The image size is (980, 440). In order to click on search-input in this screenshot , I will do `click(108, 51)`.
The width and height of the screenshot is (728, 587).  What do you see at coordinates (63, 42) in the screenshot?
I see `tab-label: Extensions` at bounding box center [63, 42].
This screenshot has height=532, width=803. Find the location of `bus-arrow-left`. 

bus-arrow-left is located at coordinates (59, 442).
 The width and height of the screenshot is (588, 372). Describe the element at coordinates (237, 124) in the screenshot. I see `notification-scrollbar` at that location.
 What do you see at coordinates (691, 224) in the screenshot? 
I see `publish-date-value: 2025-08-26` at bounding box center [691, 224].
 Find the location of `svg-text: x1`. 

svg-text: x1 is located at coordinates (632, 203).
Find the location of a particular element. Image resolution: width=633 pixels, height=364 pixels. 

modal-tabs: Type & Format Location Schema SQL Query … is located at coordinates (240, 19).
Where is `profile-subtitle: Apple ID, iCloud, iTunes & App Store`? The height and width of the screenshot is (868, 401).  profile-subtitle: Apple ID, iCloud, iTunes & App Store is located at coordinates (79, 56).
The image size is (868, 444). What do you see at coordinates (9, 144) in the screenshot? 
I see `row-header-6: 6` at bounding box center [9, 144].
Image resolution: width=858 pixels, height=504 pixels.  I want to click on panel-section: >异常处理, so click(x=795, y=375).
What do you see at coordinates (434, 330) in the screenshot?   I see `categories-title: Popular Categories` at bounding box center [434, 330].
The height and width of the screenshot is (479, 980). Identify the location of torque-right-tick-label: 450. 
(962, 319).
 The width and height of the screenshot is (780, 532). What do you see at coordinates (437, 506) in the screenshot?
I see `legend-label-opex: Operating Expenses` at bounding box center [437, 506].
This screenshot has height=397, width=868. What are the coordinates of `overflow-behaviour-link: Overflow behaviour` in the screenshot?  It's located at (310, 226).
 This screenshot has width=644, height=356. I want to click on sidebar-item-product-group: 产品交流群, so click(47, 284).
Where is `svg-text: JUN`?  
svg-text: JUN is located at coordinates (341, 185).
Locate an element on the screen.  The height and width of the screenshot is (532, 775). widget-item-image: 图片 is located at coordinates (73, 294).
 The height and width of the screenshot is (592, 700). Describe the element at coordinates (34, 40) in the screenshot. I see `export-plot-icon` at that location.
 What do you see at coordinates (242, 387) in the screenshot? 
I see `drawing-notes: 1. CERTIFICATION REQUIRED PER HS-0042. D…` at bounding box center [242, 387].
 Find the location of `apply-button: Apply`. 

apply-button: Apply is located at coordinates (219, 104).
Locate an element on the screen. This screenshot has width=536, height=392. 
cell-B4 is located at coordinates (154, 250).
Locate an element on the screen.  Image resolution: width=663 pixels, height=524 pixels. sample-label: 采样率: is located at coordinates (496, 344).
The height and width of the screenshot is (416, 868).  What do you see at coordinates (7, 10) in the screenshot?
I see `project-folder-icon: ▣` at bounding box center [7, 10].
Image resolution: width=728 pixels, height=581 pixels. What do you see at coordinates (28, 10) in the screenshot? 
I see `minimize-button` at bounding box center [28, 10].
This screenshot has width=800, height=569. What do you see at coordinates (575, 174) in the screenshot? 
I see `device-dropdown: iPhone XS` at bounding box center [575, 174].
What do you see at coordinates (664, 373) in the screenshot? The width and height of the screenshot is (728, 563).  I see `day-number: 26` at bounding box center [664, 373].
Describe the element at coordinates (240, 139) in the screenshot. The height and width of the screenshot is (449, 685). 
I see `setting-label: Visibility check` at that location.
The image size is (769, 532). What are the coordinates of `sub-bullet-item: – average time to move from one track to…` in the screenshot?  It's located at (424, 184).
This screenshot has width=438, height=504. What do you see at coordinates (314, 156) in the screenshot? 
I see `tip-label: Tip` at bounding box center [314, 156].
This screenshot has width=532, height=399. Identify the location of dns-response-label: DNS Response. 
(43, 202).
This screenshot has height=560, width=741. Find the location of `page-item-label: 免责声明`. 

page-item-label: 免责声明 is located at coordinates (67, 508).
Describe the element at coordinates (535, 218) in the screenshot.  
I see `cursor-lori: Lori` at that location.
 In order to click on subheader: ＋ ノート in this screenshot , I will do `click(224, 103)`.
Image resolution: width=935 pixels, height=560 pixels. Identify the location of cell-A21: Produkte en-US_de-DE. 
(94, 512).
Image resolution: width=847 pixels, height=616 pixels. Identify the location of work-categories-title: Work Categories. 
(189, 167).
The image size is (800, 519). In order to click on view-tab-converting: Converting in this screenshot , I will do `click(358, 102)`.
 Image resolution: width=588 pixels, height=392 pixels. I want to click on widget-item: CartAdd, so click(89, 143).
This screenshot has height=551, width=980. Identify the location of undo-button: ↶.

·····

** Task prompt **
Nothing in the entries above should differ when you return them in full.

** Solution to the exercise **
The image size is (980, 440). In order to click on search-input in this screenshot , I will do `click(108, 51)`.
The width and height of the screenshot is (728, 587).  What do you see at coordinates (63, 42) in the screenshot?
I see `tab-label: Extensions` at bounding box center [63, 42].
This screenshot has height=532, width=803. Find the location of `bus-arrow-left`. 

bus-arrow-left is located at coordinates (59, 442).
 The width and height of the screenshot is (588, 372). Describe the element at coordinates (237, 124) in the screenshot. I see `notification-scrollbar` at that location.
 What do you see at coordinates (691, 224) in the screenshot? 
I see `publish-date-value: 2025-08-26` at bounding box center [691, 224].
 Find the location of `svg-text: x1`. 

svg-text: x1 is located at coordinates (632, 203).
Find the location of a particular element. Image resolution: width=633 pixels, height=364 pixels. 

modal-tabs: Type & Format Location Schema SQL Query … is located at coordinates (240, 19).
Where is `profile-subtitle: Apple ID, iCloud, iTunes & App Store`? The height and width of the screenshot is (868, 401).  profile-subtitle: Apple ID, iCloud, iTunes & App Store is located at coordinates (79, 56).
The image size is (868, 444). What do you see at coordinates (9, 144) in the screenshot? 
I see `row-header-6: 6` at bounding box center [9, 144].
Image resolution: width=858 pixels, height=504 pixels.  I want to click on panel-section: >异常处理, so click(x=795, y=375).
What do you see at coordinates (434, 330) in the screenshot?   I see `categories-title: Popular Categories` at bounding box center [434, 330].
The height and width of the screenshot is (479, 980). Identify the location of torque-right-tick-label: 450. 
(962, 319).
 The width and height of the screenshot is (780, 532). What do you see at coordinates (437, 506) in the screenshot?
I see `legend-label-opex: Operating Expenses` at bounding box center [437, 506].
This screenshot has height=397, width=868. What are the coordinates of `overflow-behaviour-link: Overflow behaviour` in the screenshot?  It's located at (310, 226).
 This screenshot has width=644, height=356. I want to click on sidebar-item-product-group: 产品交流群, so click(47, 284).
Where is `svg-text: JUN`?  
svg-text: JUN is located at coordinates (341, 185).
Locate an element on the screen.  The height and width of the screenshot is (532, 775). widget-item-image: 图片 is located at coordinates (73, 294).
 The height and width of the screenshot is (592, 700). Describe the element at coordinates (34, 40) in the screenshot. I see `export-plot-icon` at that location.
 What do you see at coordinates (242, 387) in the screenshot? 
I see `drawing-notes: 1. CERTIFICATION REQUIRED PER HS-0042. D…` at bounding box center [242, 387].
 Find the location of `apply-button: Apply`. 

apply-button: Apply is located at coordinates (219, 104).
Locate an element on the screen. This screenshot has width=536, height=392. 
cell-B4 is located at coordinates (154, 250).
Locate an element on the screen.  Image resolution: width=663 pixels, height=524 pixels. sample-label: 采样率: is located at coordinates (496, 344).
The height and width of the screenshot is (416, 868).  What do you see at coordinates (7, 10) in the screenshot?
I see `project-folder-icon: ▣` at bounding box center [7, 10].
Image resolution: width=728 pixels, height=581 pixels. What do you see at coordinates (28, 10) in the screenshot? 
I see `minimize-button` at bounding box center [28, 10].
This screenshot has width=800, height=569. What do you see at coordinates (575, 174) in the screenshot? 
I see `device-dropdown: iPhone XS` at bounding box center [575, 174].
What do you see at coordinates (664, 373) in the screenshot? The width and height of the screenshot is (728, 563).  I see `day-number: 26` at bounding box center [664, 373].
Describe the element at coordinates (240, 139) in the screenshot. The height and width of the screenshot is (449, 685). 
I see `setting-label: Visibility check` at that location.
The image size is (769, 532). What are the coordinates of `sub-bullet-item: – average time to move from one track to…` in the screenshot?  It's located at (424, 184).
This screenshot has width=438, height=504. What do you see at coordinates (314, 156) in the screenshot? 
I see `tip-label: Tip` at bounding box center [314, 156].
This screenshot has width=532, height=399. Identify the location of dns-response-label: DNS Response. 
(43, 202).
This screenshot has height=560, width=741. Find the location of `page-item-label: 免责声明`. 

page-item-label: 免责声明 is located at coordinates (67, 508).
Describe the element at coordinates (535, 218) in the screenshot.  
I see `cursor-lori: Lori` at that location.
 In order to click on subheader: ＋ ノート in this screenshot , I will do `click(224, 103)`.
Image resolution: width=935 pixels, height=560 pixels. Identify the location of cell-A21: Produkte en-US_de-DE. 
(94, 512).
Image resolution: width=847 pixels, height=616 pixels. Identify the location of work-categories-title: Work Categories. 
(189, 167).
The image size is (800, 519). In order to click on view-tab-converting: Converting in this screenshot , I will do `click(358, 102)`.
 Image resolution: width=588 pixels, height=392 pixels. I want to click on widget-item: CartAdd, so click(89, 143).
This screenshot has height=551, width=980. Identify the location of undo-button: ↶.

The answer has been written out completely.